Another example is that Sophy and Rev Twycott gave up their home in Gaymead and went to live in a small ‘dusty house’ in London. ‘They were however away from everyone who had known her former position’. This is an example of Rev Twycott wanting to get away from observation and gossip. They were prepared to give up everything to avoid gossip and hide the shame of her poorer background. He knew that he had committed ‘social suicide’ in marrying Sophy.
After Rev Twycott’s death, Sophy spent two long lonely years until she met Sam Hobinson. When she joined Sam for a ride, she took drastic measures not to be seen ‘wrapping herself up in cloak and veil’, ‘not a soul was visible’. They met in secret as social expectations would not allow them to meet. Sophy asked her son Randolf if she could have a life with Sam, his reply was that he hoped his stepfather would be a gentleman. This ruled out any hope for Sophy as Sam clearly was from the working class.
Hardy depicts Sophy as a victim of society throughout the short story. The Victorian society is portrayed as rigid, judgemental and prejudiced against the working classes. However, Sophy’s character is shown as having certain weaknesses that can be said to have contributed to her tragic end.
Sophy is shown as a weak character with low self esteem. She also lacks the confidence to reprimand her own son when he rudely corrects her grammar ‘Sophy hastily adopted the correction’. The word ‘hastily’ shows how she readily pleased her son due to her low self esteem. ‘He seems to belong so little to me … I do not feel dignified enough to be his mother’. This implies how little confidence in herself Sophy feels. Also I think that if Sophy had a higher self esteem she would have invited her family to the wedding and not allowed Rev Twycott to marry her in secret.
Hardy also portrays Sophy as indecisive yet a person who can make rash decisions. This is shown when Sophy couldn’t bring herself to tell her son Randolph about her relationship with Sam, even when she had promised she would. The idea of his upper class mother marrying a lower class person would degrade him. When Sam asked her to marry him she replied ‘wait a while and let me think’. She was worried about her son’s reaction to the news.
Sophy is also shown as a person to be pitied. She is stuck in the upper class world and cannot cope with its expectations. She wishes to return to her working class roots ‘oh how gladly, even to work in the fields’ but her relationship with her dominant son would not allow this as shown by him forcing her to kneel before a cross and swear that she would never see Sam again. He denied her the chance to have a happy life even though he was grown up and leading his own life.
In Victorian times, society was judgemental and gossipy. The Vicar Mr Twycott knew he had committed social suicide when he married Sophy. Society would not accept a woman from the working class being married to an upper class man and so to avoid these problems they moved away. Sophy herself would not meet Sam in public, knowing that this would not be acceptable.
Sophy was a victim of society’s beliefs and rules. Also her new family did not help her in overcoming the problems. Rev Twycott knew that she could have difficulties in adjusting to her new position and had safeguarded her future after her death leaving her with little to do. Unfortunately by this time her son had grown old enough to realise the differences between his mother’s past and his father and she became – in her son’s eyes ‘a mother whose mistakes and origin it was his painful as a gentleman to blush for’. When Sophy died, she was buried in her home town and not with her husband in London. This shows that even at his mothers death he is still judgemental towards her.
Hardy’s comments on education were also portrayed when Sam asked Sophy where her son went to school. Sophy replied ‘oh no, not one of these wretched holes – at a public school one of the most distinguished in England’. Somewhere for the upper class people not a poor lower class school. This reveals that Sophy believes that an ordinary school can not give her son the education he deserved. However the education he received from the public school helped shape his views leading him to look down on his mother and other lower class people. He prevented her relationship with Sam, thus denying her any happiness and so contributed to her downfall.
The Son’s Veto is written in the third person. Hardy however, intrudes on the narration with his personal comments such as his comments on Sophy’s hairstyle and the amount of time and work she spent on it. She had done it all herself, poor thing. She had no maid and it was the only accomplishment she could boast of. Hardy evokes the readers sympathy for Sophy by giving her a hard life who never gets what she wants because of the restrictions of society.
Sophy had a number of weaknesses but I believe that the restrictions of society played a great part in her downfall. If she had married a working class person she would have had a far happier life. Generally, it is far easier today for the two social classes to mix, people are more tolerant about other people’s origins.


**WHAT IS EXPECTED:**
Below are entries; count the lines containing the string "computing". The answer is that number alone.

Figure content listings:
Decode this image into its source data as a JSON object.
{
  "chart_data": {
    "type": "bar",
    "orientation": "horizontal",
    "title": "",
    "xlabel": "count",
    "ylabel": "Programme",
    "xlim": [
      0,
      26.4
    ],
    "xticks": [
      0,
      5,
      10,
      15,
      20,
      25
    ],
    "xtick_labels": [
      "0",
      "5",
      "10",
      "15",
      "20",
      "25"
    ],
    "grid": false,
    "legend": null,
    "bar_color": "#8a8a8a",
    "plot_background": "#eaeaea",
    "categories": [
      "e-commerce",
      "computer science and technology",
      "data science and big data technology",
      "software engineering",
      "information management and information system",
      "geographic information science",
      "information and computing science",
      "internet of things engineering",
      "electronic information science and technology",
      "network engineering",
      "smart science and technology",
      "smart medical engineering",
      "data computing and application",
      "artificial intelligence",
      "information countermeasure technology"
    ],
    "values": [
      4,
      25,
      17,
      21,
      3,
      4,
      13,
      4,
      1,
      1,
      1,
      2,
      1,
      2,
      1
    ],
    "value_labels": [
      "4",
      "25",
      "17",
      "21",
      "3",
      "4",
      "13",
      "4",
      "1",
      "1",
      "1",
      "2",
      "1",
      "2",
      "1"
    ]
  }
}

==

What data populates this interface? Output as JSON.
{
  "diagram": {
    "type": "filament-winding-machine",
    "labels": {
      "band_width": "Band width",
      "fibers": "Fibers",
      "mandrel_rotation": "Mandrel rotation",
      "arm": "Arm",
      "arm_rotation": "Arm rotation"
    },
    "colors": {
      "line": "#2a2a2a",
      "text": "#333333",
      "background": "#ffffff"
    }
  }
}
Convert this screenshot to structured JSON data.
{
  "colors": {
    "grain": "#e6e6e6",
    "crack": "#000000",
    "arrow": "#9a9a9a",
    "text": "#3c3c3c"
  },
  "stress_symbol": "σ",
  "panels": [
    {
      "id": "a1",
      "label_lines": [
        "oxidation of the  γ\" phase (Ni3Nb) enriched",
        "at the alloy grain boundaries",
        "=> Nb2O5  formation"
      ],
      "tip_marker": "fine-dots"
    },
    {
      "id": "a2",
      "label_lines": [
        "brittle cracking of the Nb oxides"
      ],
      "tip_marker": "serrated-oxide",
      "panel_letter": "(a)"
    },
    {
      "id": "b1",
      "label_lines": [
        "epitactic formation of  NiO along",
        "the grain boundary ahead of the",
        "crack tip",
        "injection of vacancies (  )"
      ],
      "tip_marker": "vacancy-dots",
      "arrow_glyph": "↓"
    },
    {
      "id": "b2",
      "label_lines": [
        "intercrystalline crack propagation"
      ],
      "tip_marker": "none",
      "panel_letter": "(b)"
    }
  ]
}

**ANSWER BOX:**
2